Purpose = "Hub Network"
}
}
# Azure Firewall Subnet
resource "azurerm_subnet" "firewall" {
name = "AzureFirewallSubnet"
resource_group_name = azurerm_resource_group.hub.name
virtual_network_name = azurerm_virtual_network.hub.name
address_prefixes = ["10.0.0.0/26"]
}
# Gateway Subnet
resource "azurerm_subnet" "gateway" {
name = "GatewaySubnet"
resource_group_name = azurerm_resource_group.hub.name
virtual_network_name = azurerm_virtual_network.hub.name
address_prefixes = ["10.0.1.0/27"]
}
# Spoke VNet
resource "azurerm_virtual_network" "spoke_prod" {
name = "vnet-spoke-prod-eastus"
resource_group_name = azurerm_resource_group.spoke_prod.name
location = azurerm_resource_group.spoke_prod.location
address_space = ["10.1.0.0/16"]
tags = {
Environment = "Production"
Purpose = "Application Workloads"
}
}
# Spoke Subnets
resource "azurerm_subnet" "web" {
name = "snet-web"
resource_group_name = azurerm_resource_group.spoke_prod.name
virtual_network_name = azurerm_virtual_network.spoke_prod.name
address_prefixes = ["10.1.1.0/24"]
}
resource "azurerm_subnet" "app" {
name = "snet-app"
resource_group_name = azurerm_resource_group.spoke_prod.name
virtual_network_name = azurerm_virtual_network.spoke_prod.name
address_prefixes = ["10.1.2.0/24"]
}
# VNet Peering: Hub to Spoke
resource "azurerm_virtual_network_peering" "hub_to_spoke" {
name = "hub-to-spoke-prod"
resource_group_name = azurerm_resource_group.hub.name
virtual_network_name = azurerm_virtual_network.hub.name
remote_virtual_network_id = azurerm_virtual_network.spoke_prod.id
allow_virtual_network_access = true
allow_forwarded_traffic = true
allow_gateway_transit = true
}
# VNet Peering: Spoke to Hub
resource "azurerm_virtual_network_peering" "spoke_to_hub" {
name = "spoke-prod-to-hub"
resource_group_name = azurerm_resource_group.spoke_prod.name
virtual_network_name = azurerm_virtual_network.spoke_prod.name
remote_virtual_network_id = azurerm_virtual_network.hub.id
allow_virtual_network_access = true
allow_forwarded_traffic = true
use_remote_gateways = false # Set true after gateway deployment
}
# Network Security Group
resource "azurerm_network_security_group" "web" {
name = "nsg-web"
resource_group_name = azurerm_resource_group.spoke_prod.name
location = azurerm_resource_group.spoke_prod.location
security_rule {
name = "Allow-HTTPS"
priority = 100
direction = "Inbound"
access = "Allow"
protocol = "Tcp"
source_port_range = "*"
destination_port_range = "443"
source_address_prefix = "Internet"
destination_address_prefix = "*"
}
}
# Associate NSG to Subnet
resource "azurerm_subnet_network_security_group_association" "web" {
subnet_id = azurerm_subnet.web.id
network_security_group_id = azurerm_network_security_group.web.id
}
Best Practices
Plan your IP address space carefully before deployment. Changing later is extremely difficult.

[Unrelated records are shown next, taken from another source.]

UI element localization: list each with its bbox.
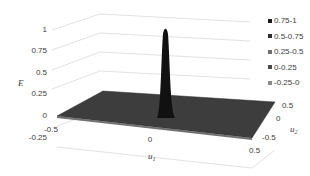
- svg-text:0.25: 0.25: [31, 89, 47, 98]
- svg-text:0.5: 0.5: [249, 146, 261, 155]
- legend-swatch-icon: [268, 81, 272, 85]
- surface-chart: 1 0.75 0.5 0.25 0 -0.25 E -0.5 0 u1 0.5 …: [0, 0, 310, 176]
- svg-text:0: 0: [43, 111, 48, 120]
- z-axis-title: E: [17, 78, 24, 88]
- svg-text:0.75: 0.75: [31, 46, 47, 55]
- y-axis-title: u2: [290, 124, 298, 135]
- x-axis-ticks: -0.5 0: [44, 125, 153, 144]
- legend-swatch-icon: [268, 50, 272, 54]
- svg-text:-0.5: -0.5: [262, 133, 276, 142]
- legend-item: -0.25-0: [268, 75, 303, 91]
- legend: 0.75-1 0.5-0.75 0.25-0.5 0-0.25 -0.25-0: [268, 13, 303, 91]
- svg-text:1: 1: [43, 25, 48, 34]
- legend-swatch-icon: [268, 34, 272, 38]
- legend-item: 0-0.25: [268, 60, 303, 76]
- legend-item: 0.25-0.5: [268, 44, 303, 60]
- legend-item: 0.75-1: [268, 13, 303, 29]
- svg-text:-0.5: -0.5: [44, 125, 58, 134]
- svg-text:0.5: 0.5: [36, 68, 48, 77]
- legend-item: 0.5-0.75: [268, 29, 303, 45]
- legend-swatch-icon: [268, 19, 272, 23]
- svg-text:0: 0: [276, 114, 281, 123]
- svg-text:0.5: 0.5: [282, 101, 294, 110]
- x-axis-title: u1: [148, 151, 156, 162]
- svg-text:0: 0: [148, 135, 153, 144]
- svg-text:-0.25: -0.25: [29, 133, 48, 142]
- legend-swatch-icon: [268, 65, 272, 69]
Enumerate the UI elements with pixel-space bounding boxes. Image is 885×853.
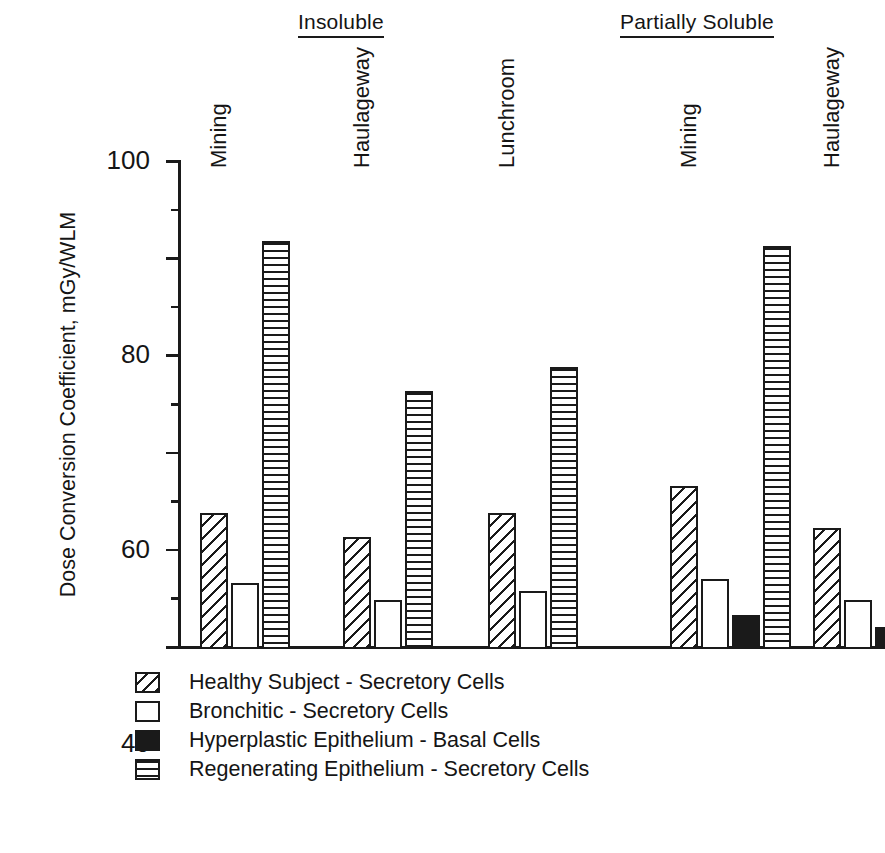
y-axis-minor-tick (171, 306, 178, 309)
y-axis-minor-tick (171, 500, 178, 503)
bar (670, 486, 698, 649)
bar (732, 615, 760, 649)
bar (519, 591, 547, 649)
bar (763, 246, 791, 649)
y-axis-major-tick: 100 (166, 160, 178, 163)
bar (231, 583, 259, 649)
diagonal-hatch-swatch-icon (135, 672, 160, 693)
legend-item-label: Bronchitic - Secretory Cells (189, 699, 448, 724)
y-axis-line (178, 160, 181, 649)
y-axis-tick-label: 100 (107, 145, 150, 176)
legend-item[interactable]: Healthy Subject - Secretory Cells (135, 668, 835, 697)
y-axis-minor-tick (171, 209, 178, 212)
section-header-insoluble: Insoluble (298, 10, 384, 38)
chart-legend: Healthy Subject - Secretory CellsBronchi… (135, 668, 835, 784)
bar (550, 367, 578, 649)
empty-swatch-icon (135, 701, 160, 722)
bar (343, 537, 371, 649)
section-header-partially-soluble: Partially Soluble (620, 10, 774, 38)
bar (200, 513, 228, 649)
y-axis-minor-tick (171, 403, 178, 406)
chart-plot-area: 020406080100 MiningHaulagewayLunchroomMi… (178, 160, 878, 649)
y-axis-major-tick: 0 (166, 646, 178, 649)
y-axis-tick-label: 80 (121, 339, 150, 370)
category-label: Haulageway (349, 47, 375, 168)
y-axis-major-tick: 60 (166, 354, 178, 357)
y-axis-major-tick: 40 (166, 452, 178, 455)
category-label: Mining (676, 103, 702, 168)
bar (405, 391, 433, 649)
legend-item[interactable]: Hyperplastic Epithelium - Basal Cells (135, 726, 835, 755)
category-label: Haulageway (819, 47, 845, 168)
bar (844, 600, 872, 649)
bar (875, 627, 885, 649)
y-axis-major-tick: 80 (166, 257, 178, 260)
y-axis-title: Dose Conversion Coefficient, mGy/WLM (56, 165, 81, 645)
y-axis-tick-label: 60 (121, 533, 150, 564)
y-axis-minor-tick (171, 597, 178, 600)
bar (701, 579, 729, 649)
bar (488, 513, 516, 649)
legend-item-label: Hyperplastic Epithelium - Basal Cells (189, 728, 540, 753)
legend-item-label: Regenerating Epithelium - Secretory Cell… (189, 757, 589, 782)
legend-item[interactable]: Bronchitic - Secretory Cells (135, 697, 835, 726)
category-label: Lunchroom (494, 58, 520, 168)
solid-black-swatch-icon (135, 730, 160, 751)
legend-item[interactable]: Regenerating Epithelium - Secretory Cell… (135, 755, 835, 784)
bar (813, 528, 841, 650)
bar (374, 600, 402, 649)
legend-item-label: Healthy Subject - Secretory Cells (189, 670, 504, 695)
category-label: Mining (206, 103, 232, 168)
bar (262, 241, 290, 649)
y-axis-major-tick: 20 (166, 549, 178, 552)
horizontal-lines-swatch-icon (135, 759, 160, 780)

Use Hub-and-Spoke for Enterprise
- Centralize shared services
- Isolate workloads between spokes
- Implement forced tunneling through Azure Firewall
- Use Azure Firewall for east-west and north-south traffic
Implement Network Segmentation
- Separate tiers (web, app, data) into different subnets
- Apply NSGs to every subnet
- Use Application Security Groups for logical grouping
- Deny all inbound by default, allow specific rules
Plan for Growth
- Allocate larger CIDR blocks than currently needed
- Reserve IP space for future regions
- Document all IP allocations
- Avoid /29 or smaller subnets (limited IPs)
Secure Your Network
- Use Private Link for PaaS services (Storage, SQL, Key Vault)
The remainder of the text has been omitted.